How should the company meet these requirements with the LEAST amount of application changes?
Use Amazon Redshift for the product catalog and Amazon DynamoDB tables for the customer information and purchases.
Use Amazon DynamoDB global tables for the product catalog and regional tables for the customer information and purchases.
Use Aurora with read replicas for the product catalog and additional local Aurora instances in each region for the customer information and purchases.
Use Aurora for the product catalog and Amazon DynamoDB global tables for the customer information and purchases.
Explanations:
Amazon Redshift is a data warehouse service, not suitable for transactional data management required for customer information and purchases. Using DynamoDB for these aspects does not meet the compliance requirement of keeping data in each region.
While DynamoDB global tables could facilitate a single product catalog, they would not maintain the regional compliance for customer information and purchases effectively. This approach complicates the architecture unnecessarily as it doesn’t provide the necessary separation for sensitive data.
Using Amazon Aurora with read replicas for the product catalog allows a single, centralized product catalog that can be accessed across multiple regions. Additional local Aurora instances in each region for customer information and purchases ensure compliance with data residency requirements, minimizing changes to the application.
While Aurora can be used for the product catalog, using DynamoDB global tables for customer information and purchases does not satisfy the requirement to keep this data within regional boundaries for compliance. This adds complexity without fulfilling the necessary regional data separation.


Task objective
With the pictures excluded, repeat every entry exactly.

*** Opening Data in this exercise ***

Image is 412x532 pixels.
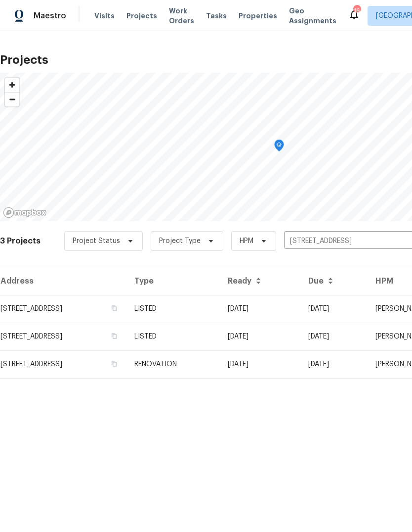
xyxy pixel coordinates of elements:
span: Project Type [159,236,201,246]
div: 16 [353,6,360,16]
span: Tasks [206,12,227,19]
button: Copy Address [110,359,118,368]
td: [DATE] [300,322,368,351]
td: [DATE] [220,322,300,351]
button: Copy Address [110,331,118,341]
td: [DATE] [300,351,368,378]
button: Zoom in [5,78,19,92]
div: Map marker [274,140,284,155]
td: [DATE] [300,295,368,322]
a: Mapbox homepage [3,207,47,218]
td: LISTED [127,322,220,351]
input: Search projects [284,233,398,249]
button: Copy Address [110,304,118,312]
td: [DATE] [220,295,300,322]
span: Geo Assignments [289,6,337,26]
td: RENOVATION [127,351,220,378]
th: Ready [220,267,300,295]
span: Maestro [34,11,66,21]
button: Zoom out [5,92,19,107]
th: Type [127,267,220,295]
td: LISTED [127,295,220,322]
span: Projects [127,11,157,21]
span: Project Status [73,236,120,246]
span: Work Orders [169,6,194,26]
span: Visits [94,11,115,21]
span: HPM [240,236,254,246]
span: Properties [239,11,277,21]
th: Due [300,267,368,295]
td: Acq COE 2024-05-31T00:00:00.000Z [220,351,300,378]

*** Closing Data in this exercise ***

Exercise output
Image is 412x532 pixels.
xyxy pixel coordinates of elements:
span: Project Type [159,236,201,246]
div: 16 [353,6,360,16]
span: Tasks [206,12,227,19]
button: Copy Address [110,359,118,368]
td: [DATE] [300,322,368,351]
td: [DATE] [220,322,300,351]
button: Copy Address [110,331,118,341]
td: [DATE] [300,351,368,378]
button: Zoom in [5,78,19,92]
div: Map marker [274,140,284,155]
td: [DATE] [300,295,368,322]
a: Mapbox homepage [3,207,47,218]
td: LISTED [127,322,220,351]
input: Search projects [284,233,398,249]
button: Copy Address [110,304,118,312]
td: [DATE] [220,295,300,322]
span: Geo Assignments [289,6,337,26]
td: RENOVATION [127,351,220,378]
th: Ready [220,267,300,295]
span: Maestro [34,11,66,21]
button: Zoom out [5,92,19,107]
th: Type [127,267,220,295]
td: LISTED [127,295,220,322]
span: Projects [127,11,157,21]
span: Project Status [73,236,120,246]
span: Work Orders [169,6,194,26]
span: Visits [94,11,115,21]
span: HPM [240,236,254,246]
span: Properties [239,11,277,21]
th: Due [300,267,368,295]
td: Acq COE 2024-05-31T00:00:00.000Z [220,351,300,378]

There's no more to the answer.